There is no author summary for this article yet. Authors can add summaries to their articles on ScienceOpen to make them more accessible to a non-specialist audience.
Abstract
<p class="first" id="d9563496e200">Mass spectrometry imaging (MSI) has become an important
analytical tool for many sectors
of science and medicine. As the application of MSI expands into new areas of inquiry,
existing methodologies must be adapted and improved to meet emerging challenges. Particularly
salient is the need for small molecule imaging methods that are compatible with complex
multicomponent systems, a challenge that is amplified by the effects of analyte migration
and matrix interference. With a focus on microbial biofilms from the opportunistic
pathogen
<i>Pseudomonas aeruginosa</i>, the relative advantages of two established microprobe-based
MSI techniques—polyatomic
secondary ion mass spectrometry (SIMS) and laser desorption/ionization—are compared,
with emphasis on exploring the effect of surface metallization on small molecule imaging.
A combination of qualitative image comparison and multivariate statistical analysis
demonstrates that sputtering microbial biofilms with a 2.5 nm layer of gold selectively
enhances C
<sub>60</sub>-SIMS ionization for several molecular classes including rhamnolipids
and 2-alkyl-quinolones.
Metallization also leads to the reduction of in-source fragmentation and subsequent
ionization of media-specific background polymers, which improves spectral purity and
image quality. These findings show that the influence of metallization upon ionization
is strongly dependent on both the surface architecture and the analyte class, and
further demonstrate that metal-assisted C
<sub>60</sub>-SIMS is a viable method for small molecule imaging of intact molecular
ions in complex
biological systems.
</p>
Microbes often construct and live within surface-associated multicellular communities known as biofilms. The precise structure, chemistry and physiology of the biofilm all vary with the nature of its resident microbes and local environment. However, an important commonality among biofilms is that their structural integrity critically depends upon an extracellular matrix produced by their constituent cells. Extracellular matrices might be as diverse as biofilms, and they contribute significantly to the organization of the community. This review discusses recent advances in our understanding of the extracellular matrix and its role in biofilm biology.

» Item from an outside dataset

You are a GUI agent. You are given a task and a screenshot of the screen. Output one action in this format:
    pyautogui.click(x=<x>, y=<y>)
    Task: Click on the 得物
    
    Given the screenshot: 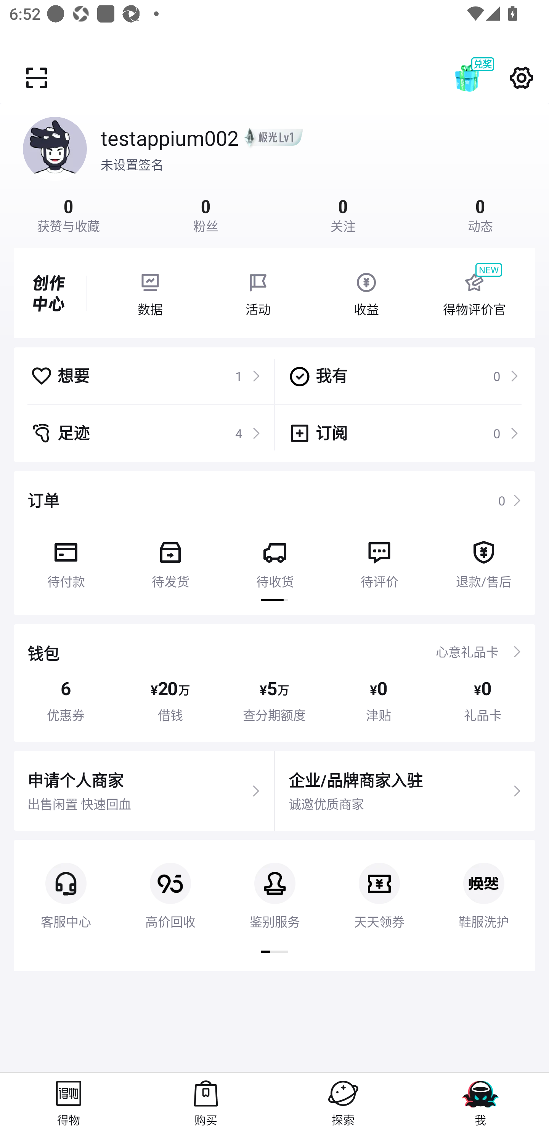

Rhamnolipids are glycolipidic biosurfactants produced by various bacterial species. They were initially found as exoproducts of the opportunistic pathogen Pseudomonas aeruginosa and described as a mixture of four congeners: α-L-rhamnopyranosyl-α-L-rhamnopyranosyl-β-hydroxydecanoyl-β-hydroxydecanoate (Rha-Rha-C10-C10), α-L-rhamnopyranosyl-α-L-rhamnopyranosyl-β-hydroxydecanoate (Rha-Rha-C10), as well as their mono-rhamnolipid congeners Rha-C10-C10 and Rha-C10. The development of more sensitive analytical techniques has lead to the further discovery of a wide diversity of rhamnolipid congeners and homologues (about 60) that are produced at different concentrations by various Pseudomonas species and by bacteria belonging to other families, classes, or even phyla. For example, various Burkholderia species have been shown to produce rhamnolipids that have longer alkyl chains than those produced by P. aeruginosa. In P. aeruginosa, three genes, carried on two distinct operons, code for the enzymes responsible for the final steps of rhamnolipid synthesis: one operon carries the rhlAB genes and the other rhlC. Genes highly similar to rhlA, rhlB, and rhlC have also been found in various Burkholderia species but grouped within one putative operon, and they have been shown to be required for rhamnolipid production as well. The exact physiological function of these secondary metabolites is still unclear. Most identified activities are derived from the surface activity, wetting ability, detergency, and other amphipathic-related properties of these molecules. Indeed, rhamnolipids promote the uptake and biodegradation of poorly soluble substrates, act as immune modulators and virulence factors, have antimicrobial activities, and are involved in surface motility and in bacterial biofilm development.
Since quinine was first isolated, animals, plants and microorganisms producing a wide variety of quinolone compounds have been discovered, several of which possess medicinally interesting properties ranging from antiallergenic and anticancer to antimicrobial activities. Over the years, these have served in the development of many synthetic drugs, including the successful fluoroquinolone antibiotics. Pseudomonas aeruginosa and related bacteria produce a number of 2-alkyl-4(1H)-quinolones, some of which exhibit antimicrobial activity. However, quinolones such as the Pseudomonas quinolone signal and 2-heptyl-4-hydroxyquinoline act as quorum-sensing signal molecules, controlling the expression of many virulence genes as a function of cell population density. Here, we review selectively this extensive family of bicyclic compounds, from natural and synthetic antimicrobials to signalling molecules, with a special emphasis on the biology of P. aeruginosa. In particular, we review their nomenclature and biochemistry, their multiple properties as membrane-interacting compounds, inhibitors of the cytochrome bc 1 complex and iron chelators, as well as the regulation of their biosynthesis and their integration into the intricate quorum-sensing regulatory networks governing virulence and secondary metabolite gene expression.
scite shows how a scientific paper has been cited by providing the context of the citation, a classification describing whether it supports, mentions, or contrasts the cited claim, and a label indicating in which section the citation was made.